G.P. (George Petre): But at the same time it is something you can train for? That is an interesting point because even though it is uncreated, even though it is unborn, even though it is unconditioned, it seems you can train toward that idea.

A.A.: Training according to the Buddha means to purify the mind to a point where it becomes ready to realize this possibility.

M.G.: We have to train what? The dual consciousness ? The subject-object capacity of focusing?

A.A.: First of all, when we see that we participate in creating our reality, we try to become more skilled in doing that. I don’t mean to say that our world is entirely our creation, but obviously the experiences that arise for us as we interact with our environment, and the ways in which we organize and interpret those experiences, have a very strong subjective quality; they depend on our biological, social and personal conditioning. We see the world differently from the way dogs see the world.

If you grew up in an urban environment you will probably interpret reality differently from if you’d grown up in a rain forest; if you grew up in Romania, you are likely to perceive some things differently from if you’d grown up in Germany. And then there is the personal conditioning depending on your childhood, your education, the ideas you picked up from your parents or your friends – ultimately, all the experiences you have had in the past.

All of that will contribute to the way in which you are predisposed to register new information or even to your choice of where to pay attention, often not even consciously. That is one of the reasons why in an argument about some political issue, it is extremely difficult to convince an opponent of your viewpoint. An opposing view on a particular issue is only the tip of an iceberg of all kinds of previous conditioning which have predisposed you to see things from a particular angle.

So this is a very complex process, and it has a lot to do with saving energy. If you had to process all the information arising from your interactions and always compute all your responses afresh, from scratch, so to speak, your brain couldn’t possibly cope with the amount of work involved. Powerful as it is, it just doesn’t have the computing power to do that.

So, firstly, we already save a lot of energy by screening out most of the potential information we could receive, allowing only a small number of nerve signals to go into advanced processing and even fewer to become conscious. Secondly, when we decide to respond to or initiate an interaction with our environment, we have already stored away a large number of fixed action patterns, some learned, some innate and refined down by experience, which save us a lot of energy because we don’t always have to figure out afresh how to do things.

We accumulate habitual and automatic ways of doing things from brushing our teeth to even having an argument. They are not wrong. Without them it would be difficult to function at all. But if we don’t have any awareness around these conditioned responses, we become very rigid and limited.

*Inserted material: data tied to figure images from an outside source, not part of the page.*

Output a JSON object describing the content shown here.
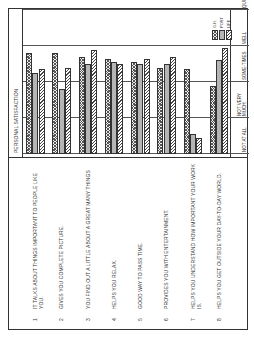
{
  "chart_data": {
    "type": "bar",
    "orientation": "horizontal",
    "rotated_page": true,
    "title": "PERSONAL SATISFACTION",
    "categories": [
      "1 IT TALKS ABOUT THINGS IMPORTANT TO PEOPLE LIKE YOU.",
      "2 GIVES YOU COMPLETE PICTURE.",
      "3 YOU FIND OUT A LITTLE ABOUT A GREAT MANY THINGS",
      "4 HELPS YOU RELAX.",
      "5 GOOD WAY TO PASS TIME.",
      "6 PROVIDES YOU WITH ENTERTAINMENT.",
      "7 HELPS YOU UNDERSTAND HOW IMPORTANT YOUR WORK IS.",
      "8 HELPS YOU GET OUTSIDE YOUR DAY-TO-DAY WORLD."
    ],
    "series": [
      {
        "name": "G.H.",
        "values": [
          2.8,
          2.8,
          2.7,
          2.65,
          2.55,
          2.4,
          2.35,
          1.9
        ]
      },
      {
        "name": "POST",
        "values": [
          2.25,
          1.8,
          2.5,
          2.55,
          2.5,
          2.5,
          0.55,
          2.6
        ]
      },
      {
        "name": "LIFE",
        "values": [
          2.35,
          2.4,
          2.9,
          2.5,
          2.65,
          2.7,
          0.45,
          2.95
        ]
      }
    ],
    "xlabel": "",
    "ylabel": "",
    "scale_labels": [
      "NOT AT ALL",
      "NOT VERY MUCH",
      "SOME-TIMES",
      "WELL",
      "QUITE WELL"
    ],
    "xlim": [
      0,
      4
    ],
    "grid": true,
    "legend_position": "upper right"
  },
  "statements": [
    {
      "num": "1",
      "text": "IT TALKS ABOUT THINGS IMPORTANT TO PEOPLE LIKE YOU."
    },
    {
      "num": "2",
      "text": "GIVES YOU COMPLETE PICTURE."
    },
    {
      "num": "3",
      "text": "YOU FIND OUT A LITTLE ABOUT A GREAT MANY THINGS"
    },
    {
      "num": "4",
      "text": "HELPS YOU RELAX."
    },
    {
      "num": "5",
      "text": "GOOD WAY TO PASS TIME."
    },
    {
      "num": "6",
      "text": "PROVIDES YOU WITH ENTERTAINMENT."
    },
    {
      "num": "7",
      "text": "HELPS YOU UNDERSTAND HOW IMPORTANT YOUR WORK IS."
    },
    {
      "num": "8",
      "text": "HELPS YOU GET OUTSIDE YOUR DAY-TO-DAY WORLD."
    }
  ],
  "plot_title": "PERSONAL SATISFACTION",
  "ticks": [
    "NOT AT ALL",
    "NOT VERY MUCH",
    "SOME-TIMES",
    "WELL",
    "QUITE WELL"
  ],
  "legend": [
    {
      "label": "G.H.",
      "cls": "gh"
    },
    {
      "label": "POST",
      "cls": "post"
    },
    {
      "label": "LIFE",
      "cls": "life"
    }
  ]
}
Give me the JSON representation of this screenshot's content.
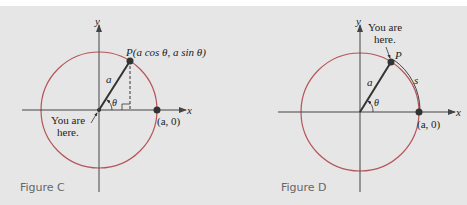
{
  "figures": [
    {
      "caption": "Figure C",
      "axis_x_label": "x",
      "axis_y_label": "y",
      "point_label": "P(a cos θ, a sin θ)",
      "radius_label": "a",
      "angle_label": "θ",
      "start_point_label": "(a, 0)",
      "you_are_here_line1": "You are",
      "you_are_here_line2": "here."
    },
    {
      "caption": "Figure D",
      "axis_x_label": "x",
      "axis_y_label": "y",
      "point_label": "P",
      "radius_label": "a",
      "angle_label": "θ",
      "arc_label": "s",
      "start_point_label": "(a, 0)",
      "you_are_here_line1": "You are",
      "you_are_here_line2": "here."
    }
  ],
  "colors": {
    "background": "#e6e6e6",
    "circle": "#b5555a",
    "axes": "#444444",
    "point": "#333333",
    "caption": "#666666"
  }
}
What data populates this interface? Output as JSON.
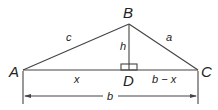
{
  "diagram": {
    "vertices": {
      "A": {
        "label": "A",
        "x": 23,
        "y": 70
      },
      "B": {
        "label": "B",
        "x": 129,
        "y": 24
      },
      "C": {
        "label": "C",
        "x": 198,
        "y": 70
      },
      "D": {
        "label": "D",
        "x": 129,
        "y": 70
      }
    },
    "sides": {
      "c": "c",
      "a": "a",
      "h": "h",
      "x": "x",
      "b_minus_x": "b − x",
      "b": "b"
    },
    "colors": {
      "line": "#444444",
      "text": "#222222",
      "background": "#ffffff"
    }
  }
}
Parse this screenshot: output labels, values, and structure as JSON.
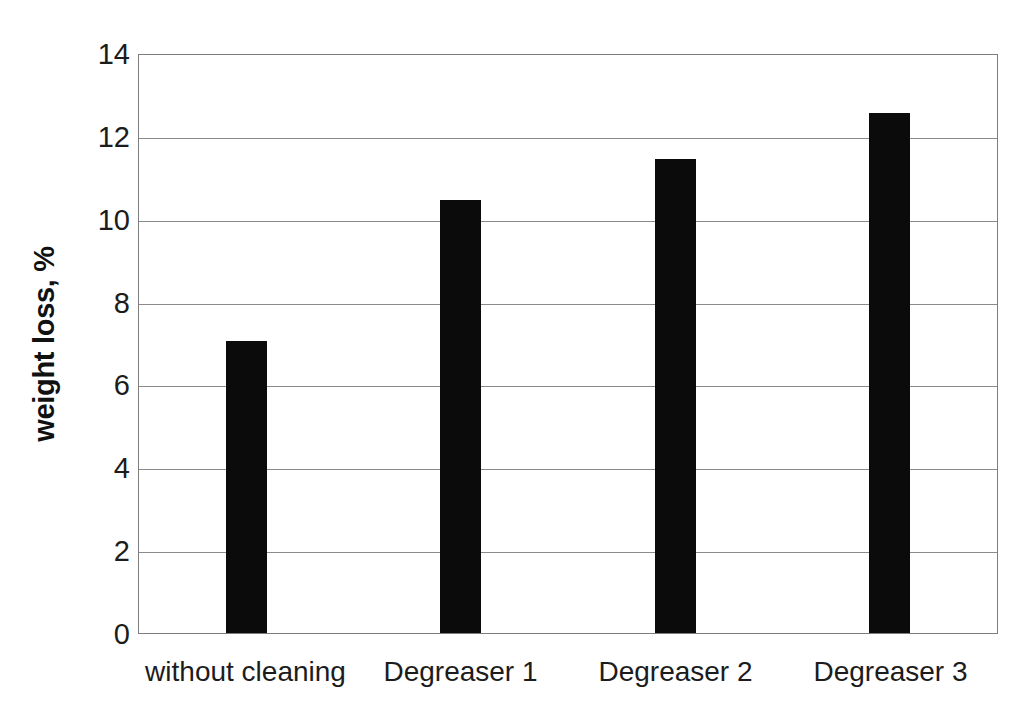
{
  "chart_data": {
    "type": "bar",
    "title": "",
    "subtitle": "",
    "xlabel": "",
    "ylabel": "weight loss, %",
    "categories": [
      "without cleaning",
      "Degreaser 1",
      "Degreaser 2",
      "Degreaser 3"
    ],
    "values": [
      7.05,
      10.45,
      11.45,
      12.55
    ],
    "ylim": [
      0,
      14
    ],
    "ytick_labels": [
      "0",
      "2",
      "4",
      "6",
      "8",
      "10",
      "12",
      "14"
    ],
    "ytick_values": [
      0,
      2,
      4,
      6,
      8,
      10,
      12,
      14
    ],
    "grid": "horizontal",
    "legend": "none",
    "bar_color": "#0b0b0b",
    "gridline_color": "#8a8a8a",
    "axis_color": "#7d7d7d",
    "background_color": "#ffffff",
    "text_color": "#1c1c1c"
  }
}
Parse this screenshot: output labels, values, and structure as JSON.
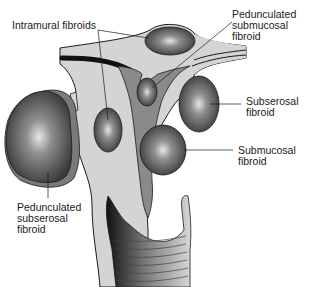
{
  "diagram": {
    "labels": {
      "intramural": "Intramural fibroids",
      "pedunculated_submucosal": "Pedunculated\nsubmucosal\nfibroid",
      "subserosal": "Subserosal\nfibroid",
      "submucosal": "Submucosal\nfibroid",
      "pedunculated_subserosal": "Pedunculated\nsubserosal\nfibroid"
    },
    "colors": {
      "uterine_wall": "#d4d4d4",
      "cavity": "#8a8a8a",
      "fibroid_dark": "#3c3c3c",
      "fibroid_light": "#e8e8e8",
      "outline": "#1a1a1a",
      "tube": "#111111"
    }
  }
}
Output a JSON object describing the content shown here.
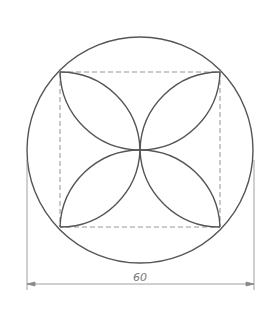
{
  "drawing": {
    "title": "Circle with inscribed square and four-petal arcs",
    "dimension_label": "60",
    "colors": {
      "line": "#555555",
      "dashed": "#888888",
      "dimension": "#888888"
    }
  }
}
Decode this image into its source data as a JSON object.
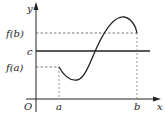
{
  "diagram": {
    "type": "function-graph",
    "axes": {
      "x_label": "x",
      "y_label": "y",
      "origin_label": "O"
    },
    "x_ticks": [
      {
        "label": "a",
        "x": 59
      },
      {
        "label": "b",
        "x": 137
      }
    ],
    "y_labels": [
      {
        "label": "f(b)",
        "y": 33
      },
      {
        "label": "c",
        "y": 51
      },
      {
        "label": "f(a)",
        "y": 67
      }
    ],
    "horizontal_line_label": "c",
    "curve_description": "continuous curve from (a, f(a)) dipping to a minimum, rising through y=c, reaching a maximum, then descending to (b, f(b))",
    "colors": {
      "stroke": "#222222",
      "dashed": "#555555"
    }
  },
  "labels": {
    "y": "y",
    "x": "x",
    "origin": "O",
    "a": "a",
    "b": "b",
    "fb": "f(b)",
    "c": "c",
    "fa": "f(a)"
  }
}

So the first element of the training the Buddha advocated is to become more aware of how all of this functions. The second element is to become more skillful about how we work with it, to try to use our awareness to find ways to weaken and perhaps finally abandon those habits that we recognize as being harmful or not helpful and to reinforce the skillful ones.

As we become more adept at this, the burden of our conditioning becomes lighter, and our ways of getting involved in creating our reality become more skilled and more flexible. Then we can increasingly use the inner space we have gained to question the whole process.

How much of my experience is constructed? How am I involved in constructing it? Do I have any authority over it? If so, which kinds of construction are useful, and when? Are there times when I can let go of constructing, and to what extent? What is a less constructed reality like? Is it possible? Is it possible to let go of constructing altogether? What would be left then? By letting go of the mental activities involved in construction, is it possible to get a glimpse of what the Buddha referred to as the unconstructed?

This reflection by Ajahn Abhinando is from the article Awareness and Desire, (pdf) pp. 6-8.